Satirist Sam Lipsyte follows up his decade-defining novel The Ask with a new collection of short stories: The Fun Parts. In one of the best entries, “The Republic of Empathy,” a man wakes to find himself suddenly a father of two and living in the suburbs—right before he is blown to bits by a predator drone experiencing a crisis of conscience. It’s a moment that crystalizes Lipsyte’s vision—Kafka for an aging Generation X.

At the heart of The Fun Parts is the question of authenticity in a media-saturated age. In a culture that so unapologetically relishes its vapidity, where self-appointed experts rule the Internet, reality TV stars confess their deepest secrets during manufactured confrontations, and people carry out entire relationships in 140 characters or less, is satire even possible?

It’s this nebulous, almost surreal, quality of the early twenty-first century human experience on which Lipsyte turns his laser-guided gaze. Few can match his ability to lay bare all of our shortcomings, our yearnings to connect, and our self-aware hypocrisies.

Lipsyte is at his best when inhabiting the minds of middle-aged slackers unable to fit into the professional world or carry on meaningful relationships. They talk at each other in half-remembered movie clichés, the exchanges growing in Beckett-esque absurdity that, for the characters in this reality, pass for legitimate interaction.

In “Expressive,” a man has mastered the art of arranging his facial features into shorthand expressions in order to elicit desired responses from others. He comes home one night after casually destroying a lesbian relationship to find his wife “sitting up at the kitchen table with a mug of coffee, like she saw it in a movie about a wife sitting up for her shitty husband.”

At times, the similarity of the collection’s narrators begins to feel repetitive. But the moments when Lipsyte reaches beyond his man-child avatars, as he does with the former addict and daughter of a Holocaust survivor in “Deniers,” are also the least effective entries.

Nevertheless, the collection is studded with nuggets of postmodern wit that pull into focus the jumble of our overcrowded brains.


> **GOAL OF THE EXERCISE**
Would you set down all of the entries below exactly as they stand?
Start of MATERIAL FOR THE TASK
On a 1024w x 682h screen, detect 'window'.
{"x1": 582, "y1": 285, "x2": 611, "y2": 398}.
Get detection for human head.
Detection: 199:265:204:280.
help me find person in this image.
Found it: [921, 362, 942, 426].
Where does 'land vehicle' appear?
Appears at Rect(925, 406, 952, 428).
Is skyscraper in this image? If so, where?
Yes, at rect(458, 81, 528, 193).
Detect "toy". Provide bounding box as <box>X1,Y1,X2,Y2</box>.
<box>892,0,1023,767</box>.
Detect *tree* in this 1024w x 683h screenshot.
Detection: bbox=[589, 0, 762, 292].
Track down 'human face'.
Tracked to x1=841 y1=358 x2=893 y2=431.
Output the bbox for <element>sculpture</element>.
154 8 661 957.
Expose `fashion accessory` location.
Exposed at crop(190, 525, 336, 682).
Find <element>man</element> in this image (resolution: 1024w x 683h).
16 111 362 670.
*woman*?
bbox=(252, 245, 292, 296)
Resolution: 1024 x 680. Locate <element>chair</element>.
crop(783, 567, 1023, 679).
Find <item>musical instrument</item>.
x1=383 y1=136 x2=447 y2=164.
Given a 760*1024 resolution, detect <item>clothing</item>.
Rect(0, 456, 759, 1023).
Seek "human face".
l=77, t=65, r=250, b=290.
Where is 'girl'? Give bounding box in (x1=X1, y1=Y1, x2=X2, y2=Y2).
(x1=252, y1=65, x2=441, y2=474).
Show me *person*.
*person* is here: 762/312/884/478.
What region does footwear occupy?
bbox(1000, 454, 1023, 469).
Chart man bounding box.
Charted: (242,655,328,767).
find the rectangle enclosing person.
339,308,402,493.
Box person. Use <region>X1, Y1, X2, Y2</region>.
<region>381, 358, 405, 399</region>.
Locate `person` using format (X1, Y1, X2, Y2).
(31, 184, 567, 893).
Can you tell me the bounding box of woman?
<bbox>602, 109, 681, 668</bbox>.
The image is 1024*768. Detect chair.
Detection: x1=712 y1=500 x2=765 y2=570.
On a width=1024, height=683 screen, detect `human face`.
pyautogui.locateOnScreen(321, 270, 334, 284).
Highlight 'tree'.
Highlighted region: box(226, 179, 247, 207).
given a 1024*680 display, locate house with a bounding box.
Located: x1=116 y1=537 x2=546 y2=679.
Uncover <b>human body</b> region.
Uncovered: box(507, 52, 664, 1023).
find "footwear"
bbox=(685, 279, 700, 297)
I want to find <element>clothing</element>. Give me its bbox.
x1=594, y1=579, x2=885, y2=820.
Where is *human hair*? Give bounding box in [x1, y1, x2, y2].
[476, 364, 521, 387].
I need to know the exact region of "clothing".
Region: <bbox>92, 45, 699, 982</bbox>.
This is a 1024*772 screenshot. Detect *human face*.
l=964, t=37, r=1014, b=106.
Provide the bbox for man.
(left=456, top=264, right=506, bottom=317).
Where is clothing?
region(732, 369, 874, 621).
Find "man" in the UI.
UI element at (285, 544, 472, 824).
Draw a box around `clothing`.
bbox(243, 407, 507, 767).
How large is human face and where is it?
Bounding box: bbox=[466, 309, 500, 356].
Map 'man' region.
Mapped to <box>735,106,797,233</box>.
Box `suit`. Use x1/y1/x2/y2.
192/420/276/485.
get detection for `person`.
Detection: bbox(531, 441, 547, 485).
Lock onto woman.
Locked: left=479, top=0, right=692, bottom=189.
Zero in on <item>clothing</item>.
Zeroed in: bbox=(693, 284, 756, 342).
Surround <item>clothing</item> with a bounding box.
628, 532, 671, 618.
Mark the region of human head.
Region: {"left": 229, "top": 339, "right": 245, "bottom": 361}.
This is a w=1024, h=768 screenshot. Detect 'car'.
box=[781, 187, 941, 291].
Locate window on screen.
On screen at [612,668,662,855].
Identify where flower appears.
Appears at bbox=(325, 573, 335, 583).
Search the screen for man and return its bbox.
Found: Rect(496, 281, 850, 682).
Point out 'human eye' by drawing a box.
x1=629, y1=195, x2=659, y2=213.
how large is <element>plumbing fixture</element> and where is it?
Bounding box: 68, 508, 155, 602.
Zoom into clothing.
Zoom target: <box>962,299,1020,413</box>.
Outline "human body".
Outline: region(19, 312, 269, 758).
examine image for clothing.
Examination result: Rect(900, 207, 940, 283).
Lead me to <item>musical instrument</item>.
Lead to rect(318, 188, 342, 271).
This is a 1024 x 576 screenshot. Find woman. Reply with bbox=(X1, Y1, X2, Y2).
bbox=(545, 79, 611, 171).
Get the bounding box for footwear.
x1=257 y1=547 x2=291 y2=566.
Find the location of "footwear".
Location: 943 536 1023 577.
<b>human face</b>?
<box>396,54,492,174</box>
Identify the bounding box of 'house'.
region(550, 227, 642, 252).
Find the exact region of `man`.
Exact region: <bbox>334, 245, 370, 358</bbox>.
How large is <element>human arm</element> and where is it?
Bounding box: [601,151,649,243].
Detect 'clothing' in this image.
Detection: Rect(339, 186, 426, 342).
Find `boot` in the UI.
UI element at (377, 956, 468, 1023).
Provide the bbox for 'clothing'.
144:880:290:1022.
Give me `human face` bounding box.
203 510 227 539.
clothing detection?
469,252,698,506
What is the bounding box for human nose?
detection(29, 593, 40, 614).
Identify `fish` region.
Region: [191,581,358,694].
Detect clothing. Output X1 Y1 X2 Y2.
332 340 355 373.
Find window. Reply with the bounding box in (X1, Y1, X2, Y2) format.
End of MATERIAL FOR THE TASK
> **ANSWER SPACE**
On a 1024w x 682h screen, detect 'window'.
{"x1": 582, "y1": 285, "x2": 611, "y2": 398}.
Get detection for human head.
Detection: 199:265:204:280.
help me find person in this image.
Found it: [921, 362, 942, 426].
Where does 'land vehicle' appear?
Appears at Rect(925, 406, 952, 428).
Is skyscraper in this image? If so, where?
Yes, at rect(458, 81, 528, 193).
Detect "toy". Provide bounding box as <box>X1,Y1,X2,Y2</box>.
<box>892,0,1023,767</box>.
Detect *tree* in this 1024w x 683h screenshot.
Detection: bbox=[589, 0, 762, 292].
Track down 'human face'.
Tracked to x1=841 y1=358 x2=893 y2=431.
Output the bbox for <element>sculpture</element>.
154 8 661 957.
Expose `fashion accessory` location.
Exposed at crop(190, 525, 336, 682).
Find <element>man</element> in this image (resolution: 1024w x 683h).
16 111 362 670.
*woman*?
bbox=(252, 245, 292, 296)
Resolution: 1024 x 680. Locate <element>chair</element>.
crop(783, 567, 1023, 679).
Find <item>musical instrument</item>.
x1=383 y1=136 x2=447 y2=164.
Given a 760*1024 resolution, detect <item>clothing</item>.
Rect(0, 456, 759, 1023).
Seek "human face".
l=77, t=65, r=250, b=290.
Where is 'girl'? Give bounding box in (x1=X1, y1=Y1, x2=X2, y2=Y2).
(x1=252, y1=65, x2=441, y2=474).
Show me *person*.
*person* is here: 762/312/884/478.
What region does footwear occupy?
bbox(1000, 454, 1023, 469).
Chart man bounding box.
Charted: (242,655,328,767).
find the rectangle enclosing person.
339,308,402,493.
Box person. Use <region>X1, Y1, X2, Y2</region>.
<region>381, 358, 405, 399</region>.
Locate `person` using format (X1, Y1, X2, Y2).
(31, 184, 567, 893).
Can you tell me the bounding box of woman?
<bbox>602, 109, 681, 668</bbox>.
The image is 1024*768. Detect chair.
Detection: x1=712 y1=500 x2=765 y2=570.
On a width=1024, height=683 screen, detect `human face`.
pyautogui.locateOnScreen(321, 270, 334, 284).
Highlight 'tree'.
Highlighted region: box(226, 179, 247, 207).
given a 1024*680 display, locate house with a bounding box.
Located: x1=116 y1=537 x2=546 y2=679.
Uncover <b>human body</b> region.
Uncovered: box(507, 52, 664, 1023).
find "footwear"
bbox=(685, 279, 700, 297)
I want to find <element>clothing</element>. Give me its bbox.
x1=594, y1=579, x2=885, y2=820.
Where is *human hair*? Give bounding box in [x1, y1, x2, y2].
[476, 364, 521, 387].
I need to know the exact region of "clothing".
Region: <bbox>92, 45, 699, 982</bbox>.
This is a 1024*772 screenshot. Detect *human face*.
l=964, t=37, r=1014, b=106.
Provide the bbox for man.
(left=456, top=264, right=506, bottom=317).
Where is clothing?
region(732, 369, 874, 621).
Find "man" in the UI.
UI element at (285, 544, 472, 824).
Draw a box around `clothing`.
bbox(243, 407, 507, 767).
How large is human face and where is it?
Bounding box: bbox=[466, 309, 500, 356].
Map 'man' region.
Mapped to <box>735,106,797,233</box>.
Box `suit`. Use x1/y1/x2/y2.
192/420/276/485.
get detection for `person`.
Detection: bbox(531, 441, 547, 485).
Lock onto woman.
Locked: left=479, top=0, right=692, bottom=189.
Zero in on <item>clothing</item>.
Zeroed in: bbox=(693, 284, 756, 342).
Surround <item>clothing</item> with a bounding box.
628, 532, 671, 618.
Mark the region of human head.
Region: {"left": 229, "top": 339, "right": 245, "bottom": 361}.
This is a w=1024, h=768 screenshot. Detect 'car'.
box=[781, 187, 941, 291].
Locate window on screen.
On screen at [612,668,662,855].
Identify where flower appears.
Appears at bbox=(325, 573, 335, 583).
Search the screen for man and return its bbox.
Found: Rect(496, 281, 850, 682).
Point out 'human eye' by drawing a box.
x1=629, y1=195, x2=659, y2=213.
how large is <element>plumbing fixture</element> and where is it?
Bounding box: 68, 508, 155, 602.
Zoom into clothing.
Zoom target: <box>962,299,1020,413</box>.
Outline "human body".
Outline: region(19, 312, 269, 758).
examine image for clothing.
Examination result: Rect(900, 207, 940, 283).
Lead me to <item>musical instrument</item>.
Lead to rect(318, 188, 342, 271).
This is a 1024 x 576 screenshot. Find woman. Reply with bbox=(X1, Y1, X2, Y2).
bbox=(545, 79, 611, 171).
Get the bounding box for footwear.
x1=257 y1=547 x2=291 y2=566.
Find the location of "footwear".
Location: 943 536 1023 577.
<b>human face</b>?
<box>396,54,492,174</box>
Identify the bounding box of 'house'.
region(550, 227, 642, 252).
Find the exact region of `man`.
Exact region: <bbox>334, 245, 370, 358</bbox>.
How large is <element>human arm</element> and where is it?
Bounding box: [601,151,649,243].
Detect 'clothing' in this image.
Detection: Rect(339, 186, 426, 342).
Find `boot` in the UI.
UI element at (377, 956, 468, 1023).
Provide the bbox for 'clothing'.
144:880:290:1022.
Give me `human face` bounding box.
203 510 227 539.
clothing detection?
469,252,698,506
What is the bounding box for human nose?
detection(29, 593, 40, 614).
Identify `fish` region.
Region: [191,581,358,694].
Detect clothing. Output X1 Y1 X2 Y2.
332 340 355 373.
Find window. Reply with the bounding box in (X1, Y1, X2, Y2) format.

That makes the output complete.